Here we present a machine learning framework and model implementation that can learn to simulate a wide variety of challenging physical domains, involving fluids, rigid solids, and deformable materials interacting with one another. Our framework---which we term "Graph Network-based Simulators" (GNS)---represents the state of a physical system with particles, expressed as nodes in a graph, and computes dynamics via learned message-passing. Our results show that our model can generalize from single-timestep predictions with thousands of particles during training, to different initial conditions, thousands of timesteps, and at least an order of magnitude more particles at test time. Our model was robust to hyperparameter choices across various evaluation metrics: the main determinants of long-term performance were the number of message-passing steps, and mitigating the accumulation of error by corrupting the training data with noise. Our GNS framework advances the state-of-the-art in learned physical simulation, and holds promise for solving a wide range of complex forward and inverse problems.

preprint2020arXiv

Neural Execution of Graph Algorithms

Graph Neural Networks (GNNs) are a powerful representational tool for solving problems on graph-structured inputs. In almost all cases so far, however, they have been applied to directly recovering a final solution from raw inputs, without explicit guidance on how to structure their problem-solving. Here, instead, we focus on learning in the space of algorithms: we train several state-of-the-art GNN architectures to imitate individual steps of classical graph algorithms, parallel (breadth-first search, Bellman-Ford) as well as sequential (Prim's algorithm).
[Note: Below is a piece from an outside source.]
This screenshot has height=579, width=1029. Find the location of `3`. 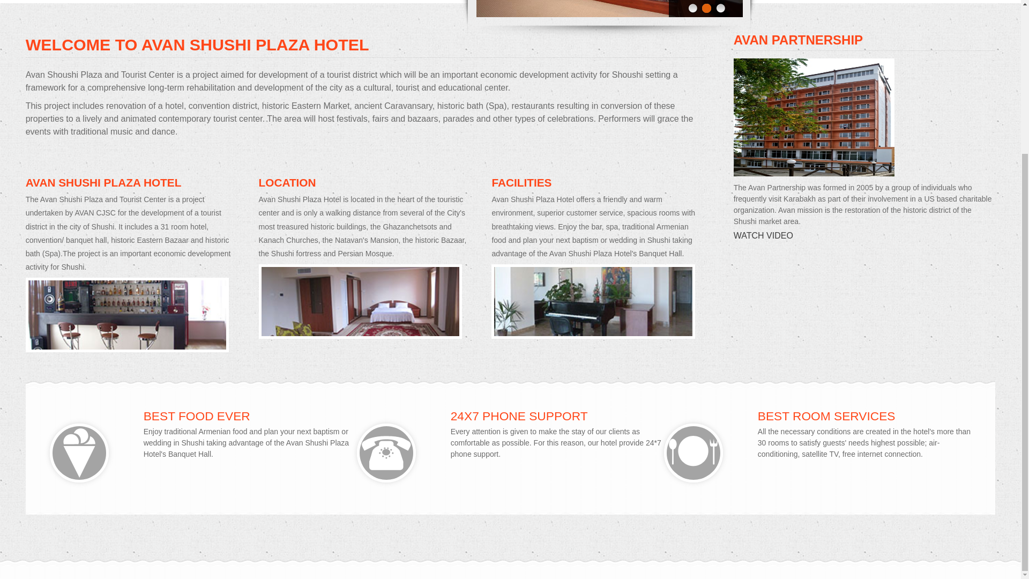

3 is located at coordinates (719, 9).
As graph algorithms usually rely on making discrete decisions within neighbourhoods, we hypothesise that maximisation-based message passing neural networks are best-suited for such objectives, and validate this claim empirically. We also demonstrate how learning in the space of algorithms can yield new opportunities for positive transfer between tasks---showing how learning a shortest-path algorithm can be substantially improved when simultaneously learning a reachability algorithm.